Rendered by Los Carpinteros ("The Carpenters"), a collective of three Cuban artists, this uncanny building addresses the tension between the domestic and the public, the handcrafted and the industrial. In this monumental drawing, the artists represent a stovetop espresso coffeepot as if it were an industrial coal oven made of bricks. This collision of objects gives an allegorical dimension to the work: the production of coffee stands in for the process of transforming raw material into consumable objects that characterizes any industrial procedure; yet the obvious purposeless of a building shaped like a coffeepot creates a satire of the industrial world.
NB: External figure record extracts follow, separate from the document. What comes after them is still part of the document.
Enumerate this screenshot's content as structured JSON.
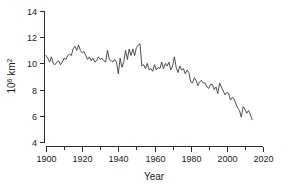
{
  "chart_data": {
    "type": "line",
    "title": "",
    "xlabel": "Year",
    "ylabel": "10^6 km^2",
    "ylabel_mantissa": "10",
    "ylabel_exponent": "6",
    "ylabel_unit": " km",
    "ylabel_unit_exponent": "2",
    "xlim": [
      1900,
      2020
    ],
    "ylim": [
      4,
      14
    ],
    "xticks": [
      1900,
      1920,
      1940,
      1960,
      1980,
      2000,
      2020
    ],
    "xticks_minor": [
      1910,
      1930,
      1950,
      1970,
      1990,
      2010
    ],
    "yticks": [
      4,
      6,
      8,
      10,
      12,
      14
    ],
    "grid": false,
    "legend": "none",
    "line_color": "#303030",
    "axis_color": "#2b2b2b",
    "background": "#ffffff",
    "series": [
      {
        "name": "Sea ice extent",
        "x": [
          1900,
          1901,
          1902,
          1903,
          1904,
          1905,
          1906,
          1907,
          1908,
          1909,
          1910,
          1911,
          1912,
          1913,
          1914,
          1915,
          1916,
          1917,
          1918,
          1919,
          1920,
          1921,
          1922,
          1923,
          1924,
          1925,
          1926,
          1927,
          1928,
          1929,
          1930,
          1931,
          1932,
          1933,
          1934,
          1935,
          1936,
          1937,
          1938,
          1939,
          1940,
          1941,
          1942,
          1943,
          1944,
          1945,
          1946,
          1947,
          1948,
          1949,
          1950,
          1951,
          1952,
          1953,
          1954,
          1955,
          1956,
          1957,
          1958,
          1959,
          1960,
          1961,
          1962,
          1963,
          1964,
          1965,
          1966,
          1967,
          1968,
          1969,
          1970,
          1971,
          1972,
          1973,
          1974,
          1975,
          1976,
          1977,
          1978,
          1979,
          1980,
          1981,
          1982,
          1983,
          1984,
          1985,
          1986,
          1987,
          1988,
          1989,
          1990,
          1991,
          1992,
          1993,
          1994,
          1995,
          1996,
          1997,
          1998,
          1999,
          2000,
          2001,
          2002,
          2003,
          2004,
          2005,
          2006,
          2007,
          2008,
          2009,
          2010,
          2011,
          2012,
          2013,
          2014
        ],
        "values": [
          10.6,
          10.4,
          10.1,
          10.5,
          10.0,
          9.9,
          10.1,
          10.2,
          9.9,
          10.1,
          10.4,
          10.3,
          10.6,
          10.7,
          10.6,
          11.1,
          11.3,
          11.0,
          11.4,
          11.0,
          10.8,
          10.9,
          10.6,
          10.3,
          10.5,
          10.2,
          10.4,
          10.1,
          10.2,
          10.5,
          10.3,
          10.4,
          10.2,
          10.1,
          11.0,
          10.3,
          10.2,
          10.1,
          10.3,
          10.1,
          9.2,
          10.4,
          9.7,
          10.1,
          11.0,
          10.3,
          11.1,
          10.6,
          11.1,
          10.6,
          11.2,
          11.4,
          11.5,
          9.8,
          9.9,
          9.6,
          10.0,
          9.5,
          9.6,
          9.4,
          9.9,
          9.5,
          9.7,
          9.6,
          10.1,
          9.6,
          10.0,
          9.8,
          10.1,
          9.5,
          9.8,
          10.5,
          9.7,
          9.3,
          9.8,
          9.5,
          9.6,
          9.2,
          9.5,
          9.3,
          8.6,
          8.5,
          8.9,
          8.7,
          8.3,
          8.6,
          8.7,
          8.5,
          8.5,
          8.2,
          8.1,
          8.4,
          8.4,
          8.0,
          8.2,
          7.7,
          8.5,
          8.2,
          7.9,
          7.6,
          7.8,
          7.7,
          7.2,
          7.4,
          7.3,
          6.9,
          6.6,
          6.4,
          5.9,
          6.7,
          6.5,
          6.2,
          6.4,
          6.1,
          5.7
        ]
      }
    ]
  },
  "figure": {
    "alt_description": "Line chart of Arctic sea ice extent from 1900 to 2014 declining from about 10.5 to 5.7 million square kilometres"
  }
}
The coffeepot is also a metaphor for artistic production. It emblematizes a transfer from the corporeal (coffee) to the incorporeal (aroma), paralleling the transfer, through artmaking, of goods with "real" value into those with symbolic value—famously exemplified by Marcel Duchamp’s Readymades in the early twentieth century. This transfer, Los Carpinteros suggests, is radically opposed to the transformation of raw materials into commodities that characterizes industrial production. In addition, through collective authorship, the group members engage in labor that is itself opposed to both the anonymous condition of industrial production and the ideology of individual artistic genius.
Publication excerpt from The Museum of Modern Art, MoMA Highlights since 1980, New York: The Museum of Modern Art, p. 186.